What is required: Below are the records; retype them exactly and omit each picture.

*** Block opens ***

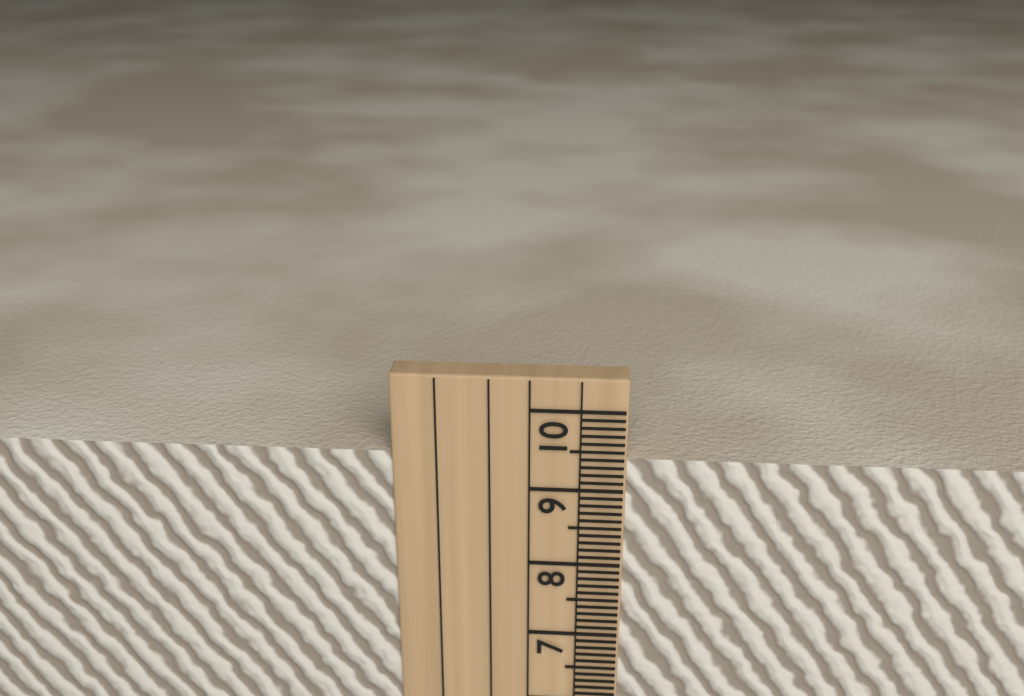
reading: 9.4 cm
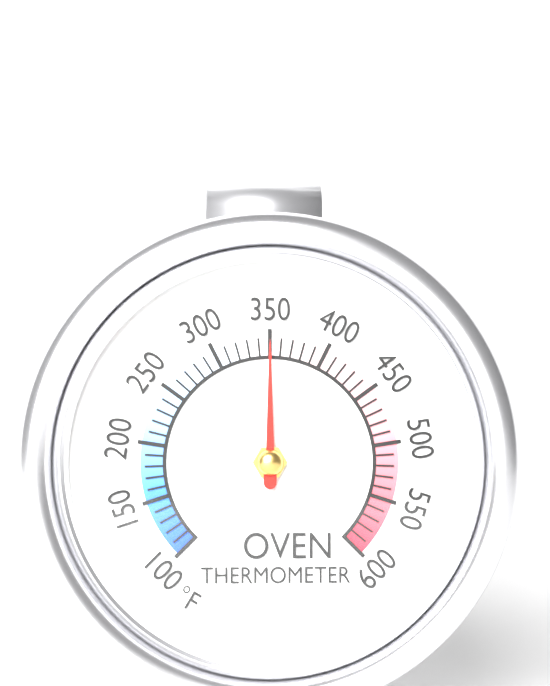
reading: 350 °F
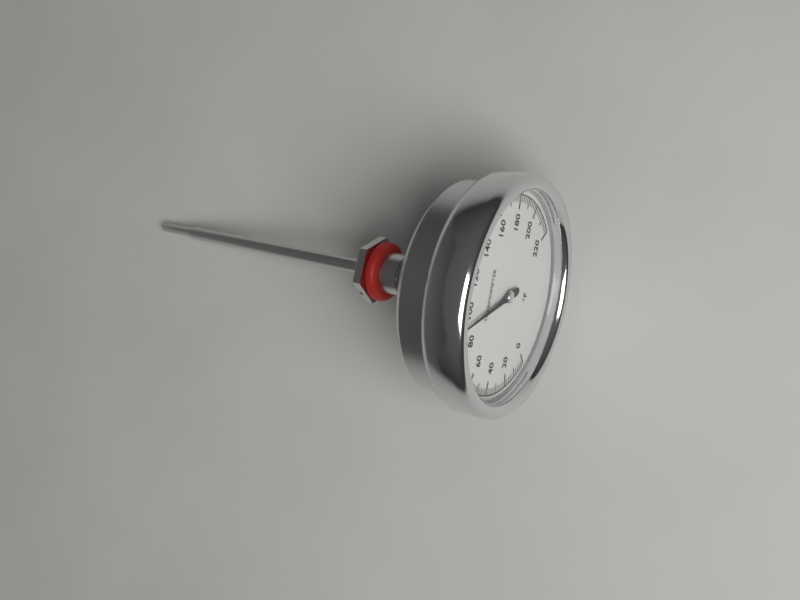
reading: 92 °F
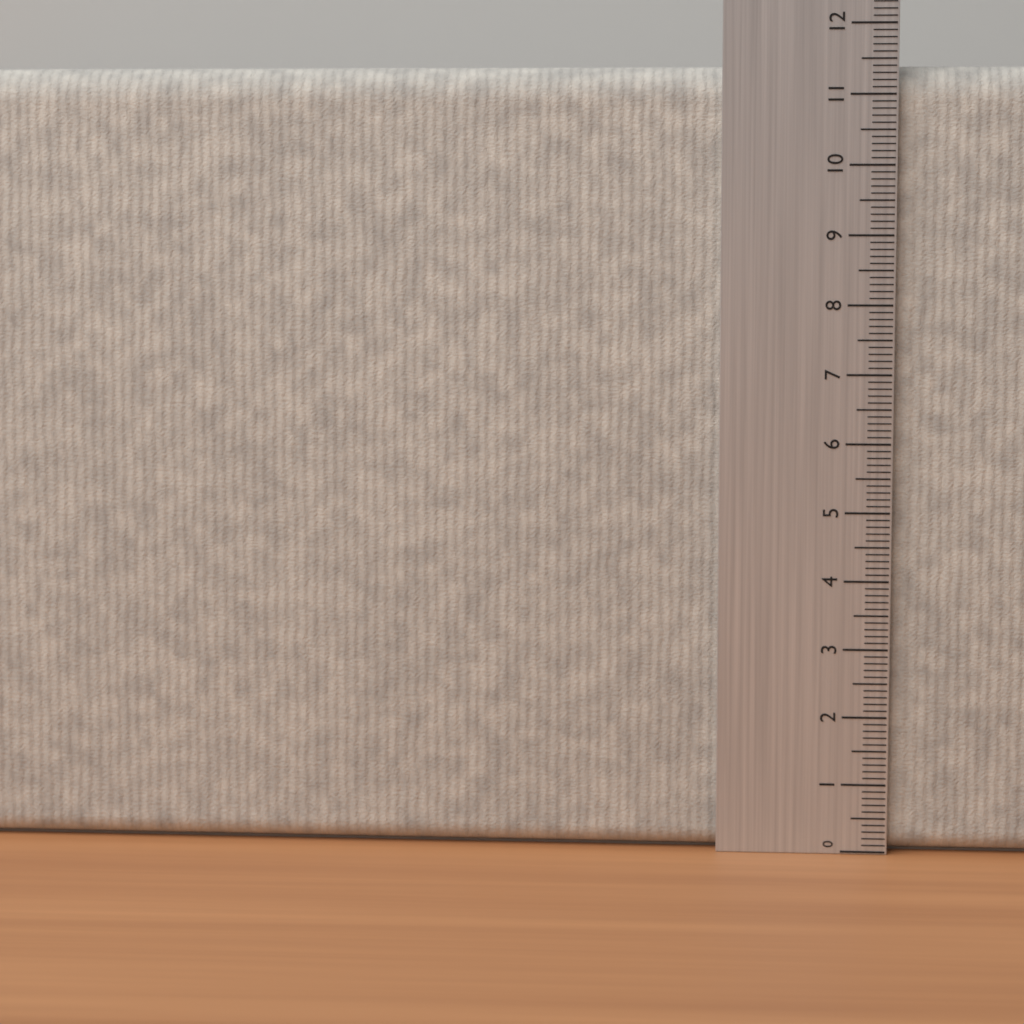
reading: 11.4 (no unit)
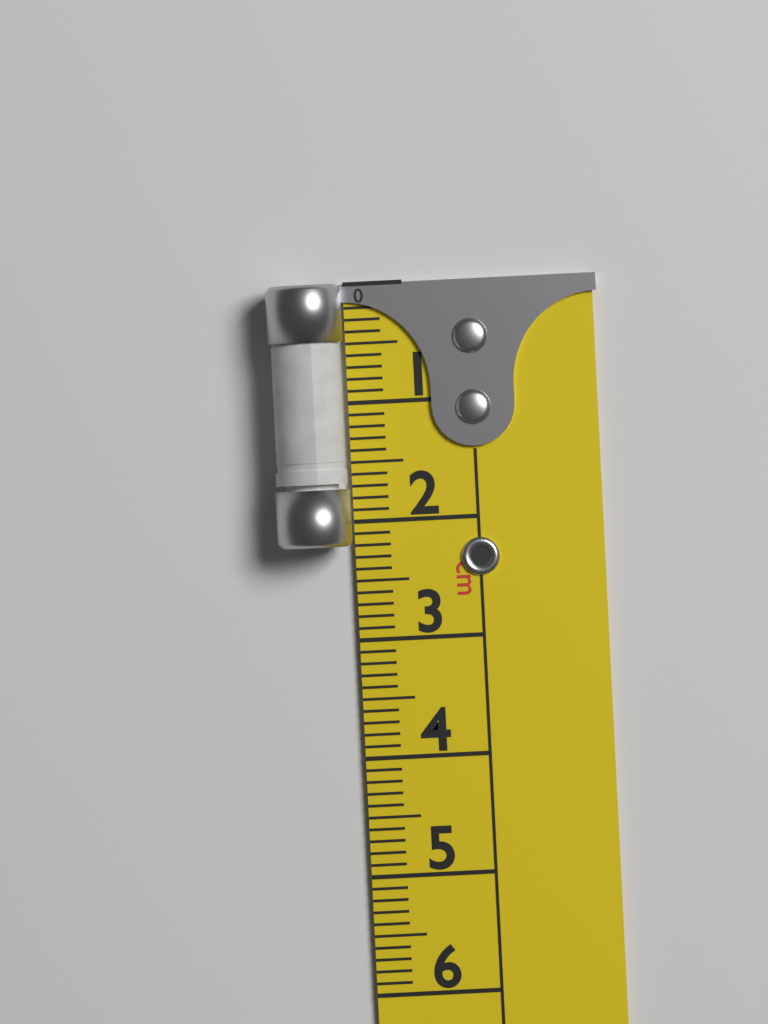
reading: 2.2 cm
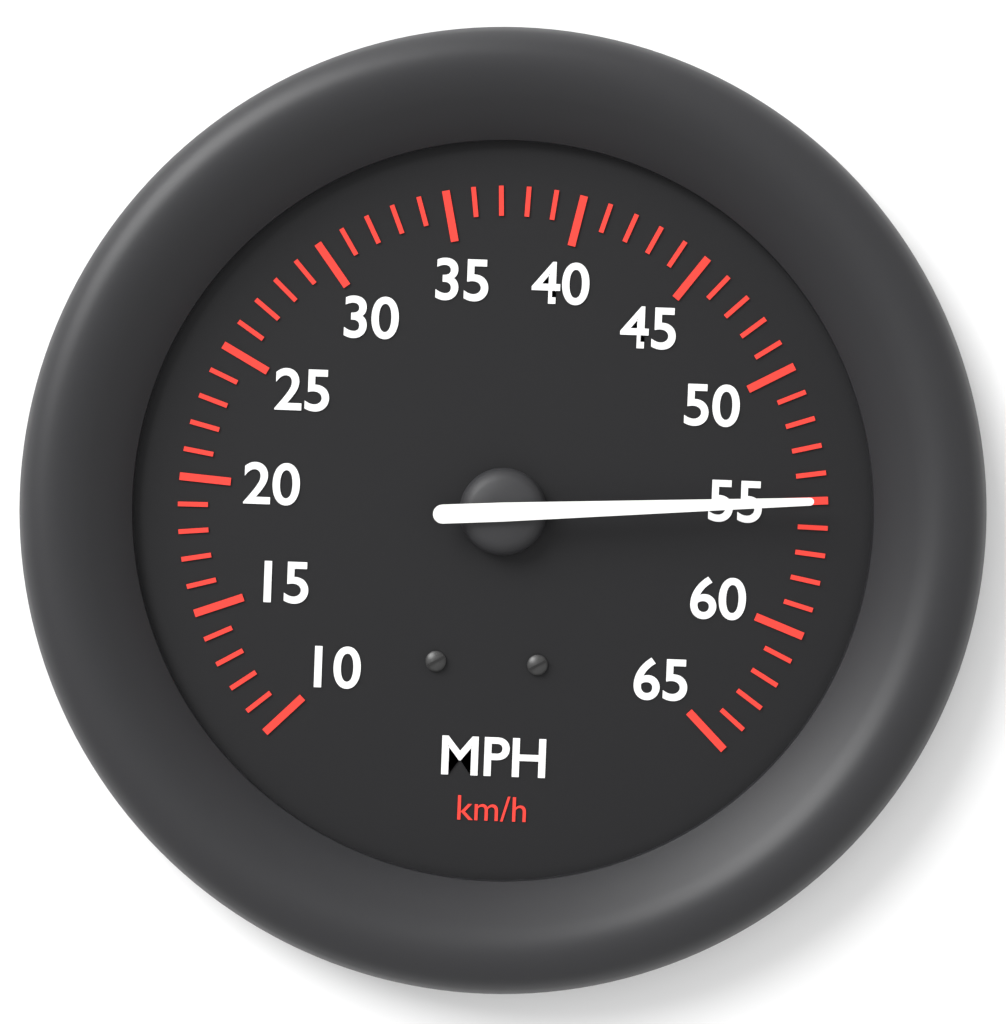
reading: 55 mph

*** Block closes ***

Response to this task:
reading: 9.4 cm
reading: 350 °F
reading: 92 °F
reading: 11.4 (no unit)
reading: 2.2 cm
reading: 55 mph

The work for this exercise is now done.